New Code Enforcement, tire pile

Olney Police Officer Joe Logan will move fulltime into code enforcement to speed up the City’s attempts to clean up code violations and tear down condemned structures, Police Chief Dan Birbeck told the City Council at its March 13 meeting.

Officer Logan’s new duties are part of a reorganization of the code enforcement department, after the City’s plan to pay the Texas Communities Group to help staff the code enforcement department did not work out.

We had a TCG contract where we had tried to hire people to come down but they haven’t delivered. We can use that money better,” Chief Birbeck said.

Officer Logan will “focus specifically on clean up projects, code violations and start trying to bring the way the city looks up to what it should be. I think if we move this officer into a full-time code enforcement role we can get back on the track again that we had started with the momentum of tearing down the dilapidated proper- ties and getting those cleaned up.”

Officer Logan will organize groups of volunteers through community organizations and church groups to help people clean up their properties during the citywide clean-up this year, Chief Birbeck said. “We are going to bring the city up to where it should be.”

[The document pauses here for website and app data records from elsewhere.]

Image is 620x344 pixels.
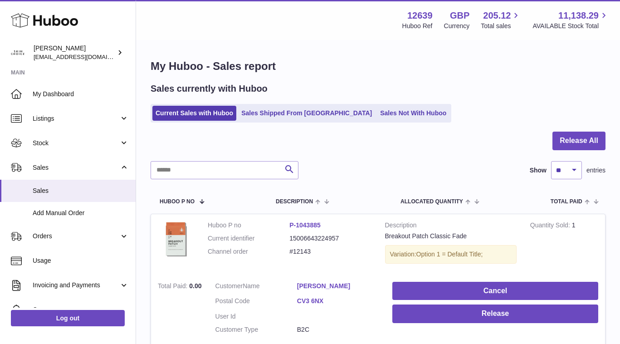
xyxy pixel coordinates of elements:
div: Huboo Ref [402,22,432,30]
div: Currency [444,22,470,30]
strong: Description [385,221,516,232]
span: Option 1 = Default Title; [416,250,483,257]
dt: Huboo P no [208,221,289,229]
dd: B2C [297,325,379,334]
span: Listings [33,114,119,123]
span: Customer [215,282,243,289]
span: ALLOCATED Quantity [400,199,463,204]
a: 205.12 Total sales [480,10,521,30]
span: My Dashboard [33,90,129,98]
a: Sales Not With Huboo [377,106,449,121]
span: Huboo P no [160,199,194,204]
button: Cancel [392,281,598,300]
div: Variation: [385,245,516,263]
a: 11,138.29 AVAILABLE Stock Total [532,10,609,30]
div: [PERSON_NAME] [34,44,115,61]
h1: My Huboo - Sales report [150,59,605,73]
a: CV3 6NX [297,296,379,305]
dt: Postal Code [215,296,297,307]
dt: User Id [215,312,297,320]
span: Sales [33,163,119,172]
strong: 12639 [407,10,432,22]
h2: Sales currently with Huboo [150,83,267,95]
img: admin@skinchoice.com [11,46,24,59]
dt: Customer Type [215,325,297,334]
a: Current Sales with Huboo [152,106,236,121]
a: Log out [11,310,125,326]
span: entries [586,166,605,175]
button: Release All [552,131,605,150]
dd: #12143 [289,247,371,256]
span: 205.12 [483,10,510,22]
td: 1 [523,214,605,275]
dt: Channel order [208,247,289,256]
span: Add Manual Order [33,209,129,217]
span: Cases [33,305,129,314]
dt: Current identifier [208,234,289,243]
dt: Name [215,281,297,292]
span: Total sales [480,22,521,30]
dd: 15006643224957 [289,234,371,243]
span: [EMAIL_ADDRESS][DOMAIN_NAME] [34,53,133,60]
a: P-1043885 [289,221,320,228]
img: 126391747644359.png [158,221,194,258]
button: Release [392,304,598,323]
span: Stock [33,139,119,147]
a: [PERSON_NAME] [297,281,379,290]
span: Description [276,199,313,204]
span: Orders [33,232,119,240]
strong: Total Paid [158,282,189,291]
span: AVAILABLE Stock Total [532,22,609,30]
span: Sales [33,186,129,195]
span: Total paid [550,199,582,204]
span: Usage [33,256,129,265]
span: 0.00 [189,282,201,289]
strong: GBP [450,10,469,22]
span: Invoicing and Payments [33,281,119,289]
strong: Quantity Sold [530,221,572,231]
label: Show [529,166,546,175]
span: 11,138.29 [558,10,598,22]
a: Sales Shipped From [GEOGRAPHIC_DATA] [238,106,375,121]
div: Breakout Patch Classic Fade [385,232,516,240]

Code Enforcement would begin moving aggressively to tear down condemned buildings and clean up trash citywide, he said.

The Council asked Chief Birbeck to begin ticketing the new owner of the abandoned gas station at 301 E. Main Street to clean up the piles of discarded tires. The City was within weeks of taking possession of the property and removing the tires when a Texas-based holding company purchased it at a county foreclosure sale. The company, GFF Holdings LLC, agreed to pay $23,000 in back taxes and to clean up the tires and remove underground gas tanks as part of the purchase agreement, city officials said after the Jan. 3 sale.

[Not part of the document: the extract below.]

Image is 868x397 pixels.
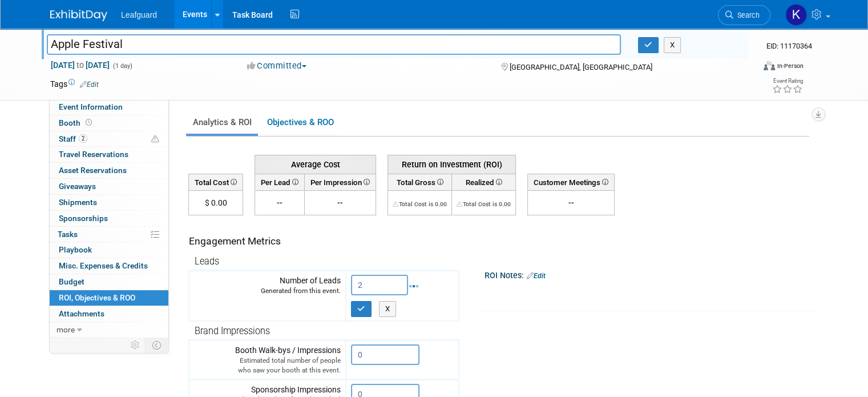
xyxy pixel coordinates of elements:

“Why would we not be ticketing them daily?” Councilmember Harrison Wellman said. “I want the bill to be $50,000 at the end and say ‘Clean it up and we’ll rescind it.’ Seriously, we cannot do this for six months and wait another two years to take action.”

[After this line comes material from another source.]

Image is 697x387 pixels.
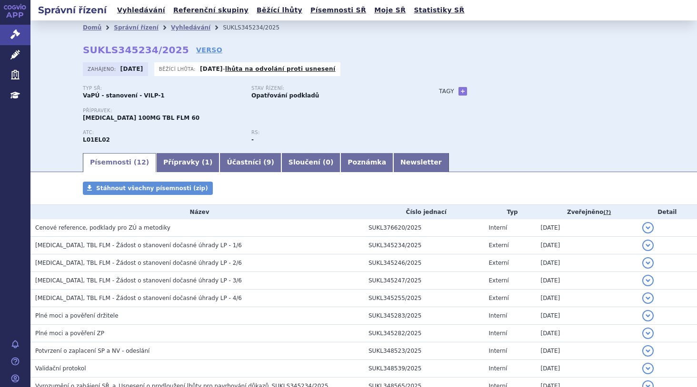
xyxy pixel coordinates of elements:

City Administrator Arpegea Pagsuberon said enforcement on the property is “in limbo” because the previous owners have a six-month window to redeem the property.

“We’ll make sure we start taking action immediately,” Chief Birbeck said.

The Cook Legal Group, which is listed as the registered agent for GFF Holdings, has not responded to requests for comment about the sale or the buyer’s plan for cleaning up or rehabilitating the property.

The Council voted last year to take ownership of the property so as not to lose a $41,000 state grant the city won to remove about 10 trailers worth of passenger and commercial vehicle tires. After confirming that the new buyer understood the liabilities associated with its purchase of the gas station, Mrs. Pagsuberon convinced the Nortex Regional Planning Commission to allow Olney to use the grant to purchase a tire cutter. The City is waiting for the Texas Commission on Environmental Quality to issue a permit for the tire cutter to be located at the city’s Convenience Station, she told the Council.